Election Judges Say Training Still Isn’t Sufficient
Election judge feedback across multiple counties shows:
- outdated training videos
- little to no troubleshooting practice
- no live simulations of high-volume turnout
- long lines caused by tablet and scanner failures
- widespread confusion about provisional ballots
“The training didn’t match the equipment we got.”
— Montgomery County, 2024
“Nobody knew how to clear scanner jams.”
— Prince George’s County, 2022
Thousands of ballots depend on hourly workers given minimal preparation.
What Officials Say
To be fair, Maryland election officials strongly dispute that these errors threaten outcomes.
SBE spokesperson Nikki Charlson said:
“These issues represent a very small fraction of ballots cast and do not indicate systemic problems.”
County directors cite:
- updated 2026 training
- new pollbooks (in some counties)
- expanded curing for mail ballots
But three realities remain:
- No statewide CoC standard
- No statewide camera retention minimum
- No obligation to publish wrong-ballot totals before certification
The most important metrics remain largely hidden from the public.
Five Low-Cost Fixes Maryland Can Implement Before 2026
1. Mandate 90-day drop-box video retention statewide
Longer in high-turnout periods.
2. Require one uniform, timestamped chain-of-custody form
Same signatures, same seals, same timestamps for all 24 counties.
3. Add a mandatory 500-ballot stress-test training module
Real equipment, real scenarios, real troubleshooting.
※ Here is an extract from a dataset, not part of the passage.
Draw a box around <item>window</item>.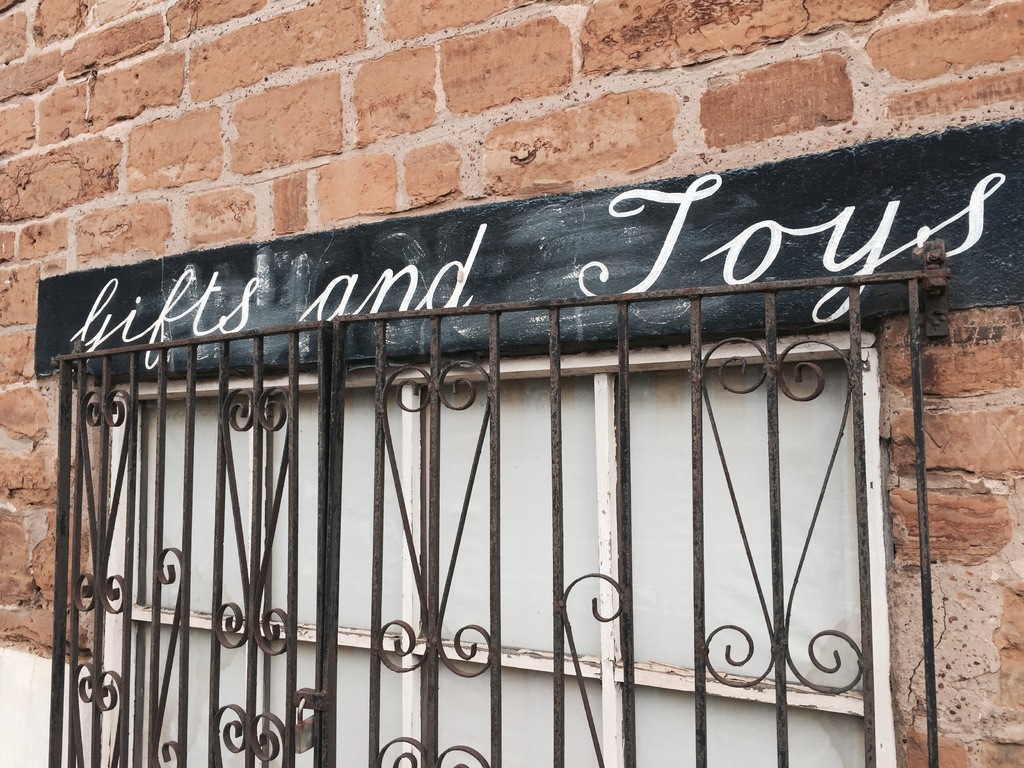
[x1=86, y1=332, x2=891, y2=767].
4. Publish wrong-ballot totals before certification
No more hiding the most important number.
5. Post a weekly UOCAVA/mail-delay dashboard
Especially for military and overseas voters.
These fixes are cheap, fast, and already working in Maryland’s best-performing counties.
Have a Tip About Maryland’s Elections?
If you’ve witnessed:
- ballot issues
- chain-of-custody problems
- drop-box irregularities
- mail delays
- misassigned voters
- internal memos
- or anything that deserves a closer look
You can contact MDBayNews Investigations confidentially:
tips@mdbaynews.com
Appendix: Key Sources
Audits & Official Reports
– Montgomery County 2022 Post-Election Audit: 512 misassigned voters; 387 wrong ballots in District 17.
– Maryland SBE Audit Summaries (2022–2024): scanner errors, mail-ballot rejections, provisional handling issues.
PIA Records
– MoCo PIA #22-487: County withheld District 39 wrong-ballot totals.
– Wicomico PIA (2024): missing signatures, seal changes in drop-box logs.
– Dorchester PIA (2024): two unmonitored drop boxes; footage overwritten after 22 days.
Internal County Documents
– Anne Arundel Memo (10/17/24): duplicate ballots from database sync errors.
– SBE Emails (June–July 2024): 12–18 day UOCAVA delays.
Interviews (2022–2024)
– Election judges and county staff reporting training gaps, device errors, and provisional-ballot confusion.
Election Records
– District 17 (2022): 312-vote margin vs. 387 wrong ballots.
– District 39 (2022): 98-vote margin; county declined wrong-ballot data.